One of the teachers was Stella Eliezrie, co-director of Yorba Linda, Calif.’s North County Chabad Center. Back then, she was 17-year-old Stella Ruta and “having a great time” teaching elementary school students about Judaism.
That summer, Levitansky picked her to run a day camp with the help of a 12-year-old assistant.
“He gave me a lot of responsibility without asking too many questions,” said Eliezrie. “He trusted me, which was a big compliment.”
Some of the Released Time activities occurred at the home of Shoshana Plotkin. The 53-year-old Los Angeles resident remembers being home one day from middle school and watching Levitansky interact with the children, one of whom was her little sister.
“He had this warmth, this exuberance,” said Plotkin, whose parents hosted the meetings despite not being religious themselves. “He used to bring everything into life; you felt like you were there. Everything had a story attached to it.”
Around the same time, Plotkin’s mother took them to the local Chabad House for Simchat Torah and Purim festivities. Plotkin herself started exploring Judaism in earnest in high school; when Chabad of the Valley opened her senior year, she rushed to be a part of it.
Now a mother of seven children, one of whom directs the Chabad-Lubavitch of New Paltz, N.Y., Plotkin attributes her family’s religious commitment to Levitansky.
“It all started,” she mused, “with him doing the Released Time Program in our kitchen and dining room.”
Making a Gas Station Fun
When the school year was out, Levitansky saw to it that Jewish children continued their learning at the Camp Gan Israel that he started in Los Angeles.
Eliezrie recalled that the rabbi once took campers on a day trip, but the group’s bus broke down on the middle of the highway. He stopped at a gas station to get the bus fixed.
“He bought everyone sodas,” said Eliezrie. “He told them stories and entertained them. They had no idea that the bus was broken.”

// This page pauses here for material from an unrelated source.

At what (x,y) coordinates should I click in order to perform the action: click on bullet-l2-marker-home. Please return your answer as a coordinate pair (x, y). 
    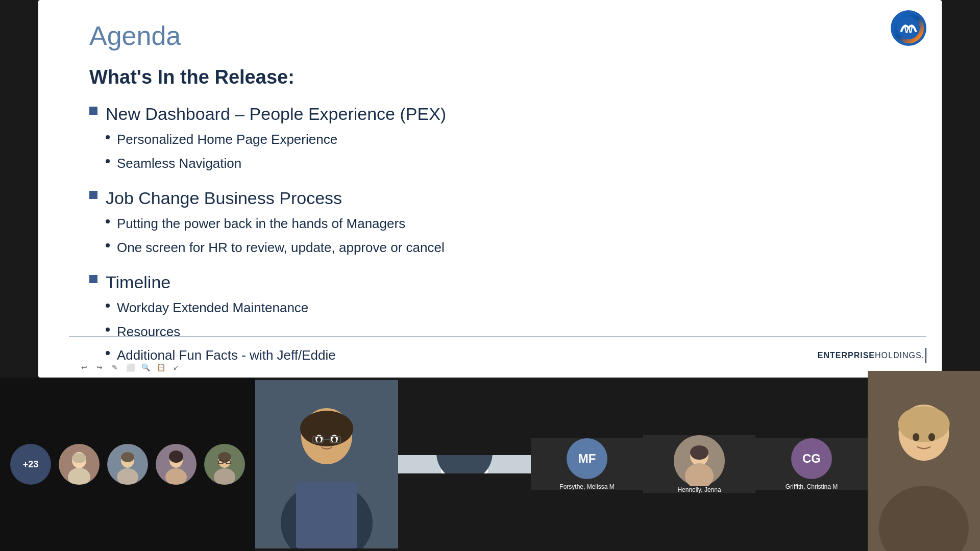
    Looking at the image, I should click on (108, 137).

When they eventually returned to camp, having never made it to their intended destination, Levitansky was sure that a certain mother would call to complain, but when the phone did ring, it was the woman saying that her son had so much fun. She wanted to know where they went, because the child wanted to celebrate his birthday there.
“He made everything wonderful, happy and joyous,” said Eleizrie.
Levitansky’s offspring – both in the literal and symbolic senses – continue the rabbi’s work, trying to emulate his enthusiasm. At the Torah dedication ceremony, a children’s program featured moon bounces, arts and crafts tables, and cotton candy.
For the adults, the opportunity to write a letter in the scroll was inspiring. (An estimated 1,000 letters were filled in by Jewish Angelenos over the previous week.)
Jeremy Weinstein, a 26-year-old assistant editor at a cable television network, said that he “felt lucky to be a part of it all.”
“There were lots and lots of people,” he said of the Sunday event. “It was a great celebration.”
In a way, Weinstein owed his presence at the dedication to Levitansky. Just before Passover this week, the West Los Angeles resident was walking to his car when Yisrael Levitansky, one of the Levitanskys’ 14 children, stopped him.
“He asked if I wanted to put on tefillin,” related Weinstein. “It made my day.”
Since that meeting, Weinstein has been attending services at the S. Monica Chabad center.
Yechiel Shlomo Levitansky, another of the rabbi’s sons, saw meaning in the fact that the Torah itself was smaller than typical scrolls found in synagogues.
“My father always wanted a small Torah scroll so that older people and children would be able to hold it,” he said. “This was how he conducted his life in general. He would relate to small children the same way he related to adults: with complete devotion.”